The vast majority heeded fear-mongering politicians and got the hell out. But 20,000-odd diehards stuck two fingers up at common sense, stockpiled a decent supply of alcohol and tobacco, and stayed behind to get horrifically drunk.

By the time Gustav had passed, the city was in an advanced state of inebriation; parts of the French Quarter, the tatty-but-historic bit where jazz was created, resembled Sodom and Gomorrah.

At Johnny White's, a 24-hour joint which stayed open throughout Katrina and wasn't going to let a poxy little category two storm close it, people queued three deep at the bar. Round the corner at Finnegan's, staff handed out "Irish Car-bomb" cocktails. They turned out to be half a pint of Guinness, into which you drop a shot glass of Baileys. The trick is to drink the mixture before it curdles.

It all served as a reminder that – as history demonstrates – times of crisis bring out heavy drinking. When the Titanic went down, passengers knocked back brandy; at the Somme, soldiers going over the top received a rum ration. The last days of the Reich, by all accounts, were a monumental piss-up.
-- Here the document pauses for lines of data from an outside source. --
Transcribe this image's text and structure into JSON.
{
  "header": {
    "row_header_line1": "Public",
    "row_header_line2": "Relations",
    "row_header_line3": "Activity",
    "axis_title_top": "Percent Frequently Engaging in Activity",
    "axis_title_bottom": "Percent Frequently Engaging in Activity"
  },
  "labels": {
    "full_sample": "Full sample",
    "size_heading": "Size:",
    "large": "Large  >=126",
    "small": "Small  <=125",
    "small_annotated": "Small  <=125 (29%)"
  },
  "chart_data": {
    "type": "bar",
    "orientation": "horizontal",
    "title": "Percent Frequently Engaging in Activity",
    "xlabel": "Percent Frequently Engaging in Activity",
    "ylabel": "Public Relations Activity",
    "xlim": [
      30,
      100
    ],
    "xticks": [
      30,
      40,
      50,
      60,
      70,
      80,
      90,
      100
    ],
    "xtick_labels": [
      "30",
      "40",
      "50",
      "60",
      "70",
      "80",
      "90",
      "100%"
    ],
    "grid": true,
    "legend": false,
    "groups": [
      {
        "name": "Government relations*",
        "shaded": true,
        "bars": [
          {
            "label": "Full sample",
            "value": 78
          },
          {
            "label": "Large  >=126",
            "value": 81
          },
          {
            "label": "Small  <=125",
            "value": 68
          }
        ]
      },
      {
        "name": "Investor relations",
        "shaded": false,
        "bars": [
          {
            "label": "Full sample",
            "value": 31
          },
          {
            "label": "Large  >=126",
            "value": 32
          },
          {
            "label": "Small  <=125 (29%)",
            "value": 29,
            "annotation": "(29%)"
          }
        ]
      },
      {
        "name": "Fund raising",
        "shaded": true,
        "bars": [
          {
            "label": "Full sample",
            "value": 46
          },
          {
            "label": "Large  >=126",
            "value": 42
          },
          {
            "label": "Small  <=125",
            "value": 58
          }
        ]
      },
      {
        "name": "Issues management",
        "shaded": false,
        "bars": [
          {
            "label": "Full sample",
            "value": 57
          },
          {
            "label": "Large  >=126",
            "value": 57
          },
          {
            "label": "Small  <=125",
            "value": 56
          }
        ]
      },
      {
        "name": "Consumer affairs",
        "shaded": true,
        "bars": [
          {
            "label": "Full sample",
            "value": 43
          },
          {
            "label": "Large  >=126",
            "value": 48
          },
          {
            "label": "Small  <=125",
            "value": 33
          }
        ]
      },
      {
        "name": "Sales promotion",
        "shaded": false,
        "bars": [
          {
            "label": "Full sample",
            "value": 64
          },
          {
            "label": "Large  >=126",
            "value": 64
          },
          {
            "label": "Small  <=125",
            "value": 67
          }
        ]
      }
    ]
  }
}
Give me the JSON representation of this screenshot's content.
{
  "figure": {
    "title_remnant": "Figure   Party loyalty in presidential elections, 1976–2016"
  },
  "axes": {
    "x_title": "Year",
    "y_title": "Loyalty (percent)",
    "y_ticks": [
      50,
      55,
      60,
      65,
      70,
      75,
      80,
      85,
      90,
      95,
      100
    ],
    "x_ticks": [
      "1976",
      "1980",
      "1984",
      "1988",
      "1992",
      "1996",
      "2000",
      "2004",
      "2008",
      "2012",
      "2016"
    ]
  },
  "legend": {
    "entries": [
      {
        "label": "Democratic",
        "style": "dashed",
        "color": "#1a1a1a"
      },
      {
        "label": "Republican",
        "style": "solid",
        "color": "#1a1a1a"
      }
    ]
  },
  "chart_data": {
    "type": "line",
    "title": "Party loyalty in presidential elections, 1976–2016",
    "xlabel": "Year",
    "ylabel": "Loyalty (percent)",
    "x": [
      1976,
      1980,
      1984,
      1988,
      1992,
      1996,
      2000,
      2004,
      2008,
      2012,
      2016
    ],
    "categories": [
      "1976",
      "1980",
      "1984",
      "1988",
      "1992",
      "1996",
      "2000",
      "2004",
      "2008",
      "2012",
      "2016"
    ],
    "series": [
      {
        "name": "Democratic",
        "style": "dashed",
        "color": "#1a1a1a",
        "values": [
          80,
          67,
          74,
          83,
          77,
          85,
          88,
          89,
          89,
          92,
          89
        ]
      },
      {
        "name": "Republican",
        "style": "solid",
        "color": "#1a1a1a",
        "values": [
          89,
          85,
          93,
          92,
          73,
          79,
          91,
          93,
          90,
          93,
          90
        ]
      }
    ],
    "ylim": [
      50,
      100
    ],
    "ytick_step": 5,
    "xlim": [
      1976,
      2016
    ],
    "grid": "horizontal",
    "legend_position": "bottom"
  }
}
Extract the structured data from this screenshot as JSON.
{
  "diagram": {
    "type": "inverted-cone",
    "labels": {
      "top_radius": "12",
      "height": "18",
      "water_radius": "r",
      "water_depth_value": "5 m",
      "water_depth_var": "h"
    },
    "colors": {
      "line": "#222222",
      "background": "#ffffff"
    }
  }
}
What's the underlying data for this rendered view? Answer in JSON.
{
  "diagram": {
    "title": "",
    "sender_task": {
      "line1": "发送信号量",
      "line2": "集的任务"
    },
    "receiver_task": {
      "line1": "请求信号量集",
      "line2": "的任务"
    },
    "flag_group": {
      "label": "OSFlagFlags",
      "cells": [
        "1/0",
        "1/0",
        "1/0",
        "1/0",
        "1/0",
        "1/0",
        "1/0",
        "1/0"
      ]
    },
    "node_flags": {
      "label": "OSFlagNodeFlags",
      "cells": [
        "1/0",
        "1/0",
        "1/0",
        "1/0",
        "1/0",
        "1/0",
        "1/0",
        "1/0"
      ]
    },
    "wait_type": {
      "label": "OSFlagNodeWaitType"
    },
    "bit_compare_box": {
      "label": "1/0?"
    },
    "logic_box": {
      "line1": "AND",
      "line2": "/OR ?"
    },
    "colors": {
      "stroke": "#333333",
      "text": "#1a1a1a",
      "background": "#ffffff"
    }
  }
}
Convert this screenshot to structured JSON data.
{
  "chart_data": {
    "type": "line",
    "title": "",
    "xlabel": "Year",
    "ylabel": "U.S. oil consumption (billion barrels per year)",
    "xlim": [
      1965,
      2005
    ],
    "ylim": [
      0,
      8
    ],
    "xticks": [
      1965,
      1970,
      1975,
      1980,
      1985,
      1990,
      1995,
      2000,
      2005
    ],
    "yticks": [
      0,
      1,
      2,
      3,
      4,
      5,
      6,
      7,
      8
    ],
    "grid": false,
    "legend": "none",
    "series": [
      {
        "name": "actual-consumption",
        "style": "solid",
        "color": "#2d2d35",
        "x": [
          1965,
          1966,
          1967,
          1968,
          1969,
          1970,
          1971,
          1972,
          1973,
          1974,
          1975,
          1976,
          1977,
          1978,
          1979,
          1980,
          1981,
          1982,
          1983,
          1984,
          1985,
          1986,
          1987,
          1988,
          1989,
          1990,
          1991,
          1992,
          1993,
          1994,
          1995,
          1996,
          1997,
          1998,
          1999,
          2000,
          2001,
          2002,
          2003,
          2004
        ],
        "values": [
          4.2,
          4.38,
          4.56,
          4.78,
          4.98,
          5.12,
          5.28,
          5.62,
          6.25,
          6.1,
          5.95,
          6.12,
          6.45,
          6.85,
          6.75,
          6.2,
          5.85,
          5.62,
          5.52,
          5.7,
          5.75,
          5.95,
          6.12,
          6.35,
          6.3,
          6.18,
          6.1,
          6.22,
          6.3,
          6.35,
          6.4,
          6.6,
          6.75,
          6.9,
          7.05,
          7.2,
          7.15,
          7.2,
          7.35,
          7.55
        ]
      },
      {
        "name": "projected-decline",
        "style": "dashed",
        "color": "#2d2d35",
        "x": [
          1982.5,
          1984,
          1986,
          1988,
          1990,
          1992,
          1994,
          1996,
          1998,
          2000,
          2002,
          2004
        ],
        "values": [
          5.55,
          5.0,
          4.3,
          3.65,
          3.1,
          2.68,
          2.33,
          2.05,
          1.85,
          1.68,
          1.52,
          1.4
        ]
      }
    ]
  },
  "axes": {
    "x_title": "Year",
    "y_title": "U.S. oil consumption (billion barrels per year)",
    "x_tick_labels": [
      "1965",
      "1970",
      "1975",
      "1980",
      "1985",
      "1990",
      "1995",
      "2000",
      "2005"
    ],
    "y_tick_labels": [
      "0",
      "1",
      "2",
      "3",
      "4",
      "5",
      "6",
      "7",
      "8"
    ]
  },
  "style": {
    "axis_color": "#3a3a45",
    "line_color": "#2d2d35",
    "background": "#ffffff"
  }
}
Now we know that, even in America (the most censorious western nation with regard to alcohol) drink and disaster go hand in hand. It goes to show that, as Chekhov said, any idiot can face a crisis; it's day-to-day living that wears you out.

Racing to retirement

A factual footnote regarding other hurricanes now stacking up across the Atlantic: it turns out that the reason they're called Hanna, Ike and Josephine is that the World Meteorological Organisation names storms using an alphabetical sequence.

Usually, this means the names are recycled every six years. But if a storm's a biggie (and Gustav surely deserves this accolade), it gets "retired". Interestingly, a similar system is used by Weatherbys, the UK firm responsible for naming racehorses.

Rest easy, Brangelina

I hazard Brad Pitt kept a beady eye on the rolling news channels this weekend. After Katrina, he and Angelina Jolie ponied up $3.5m (£2m) for a 1830s house near the French Market. Yesterday, I visited the street his property stands on, and can report that it looks tatty but intact – which is no less than the couple deserve for helping New Orleans through its first, but certainly not last, modern crisis.